The UDL brings together academics and professionals from disciplines involved in shaping and supporting the built environment – urban planning and design, architecture, landscape architecture, historic preservation, engineering, and real estate – with those from other fields such as public health, environmental science, climatology, ecology, education, business, economics, social science, humanities, and law. It bridges academic and practical approaches and functions as a catalyst for action, assembling different stakeholders to work together to design and implement practical strategies.

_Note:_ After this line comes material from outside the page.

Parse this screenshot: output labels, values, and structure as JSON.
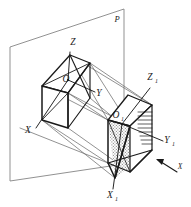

With expert practitioners and access to cutting-edge academic research in each of these sectors, the UDL is uniquely positioned to provide solutions targeting New York communities’ most vexing development challenges and to preserve the city’s status as a global economic leader. The UDL’s model is applied to cities around the world that are faced with similar development pressures.
Environmental Law Clinic
The Environmental Law Clinic involves students with local, regional, and national environmental and community organizations. Students work with clients on issues including clean water, wetlands preservation, endangered species, environmental justice, "smart growth," and clean air. This clinic builds on students' litigation skills such as drafting pleadings, arguing motions, and negotiating settlements, and exposes them to mechanisms such as citizen suits, that are prevalent in both civil rights and environmental cases. Emphasizing client interaction, the clinic teaches students to counsel community groups to grapple with and settle their cases in ways that best achieve their goals. The clinic also addresses the interplay of economic development and environmental protection and the impact of contamination and regulation on communities of color and other economically disadvantaged groups.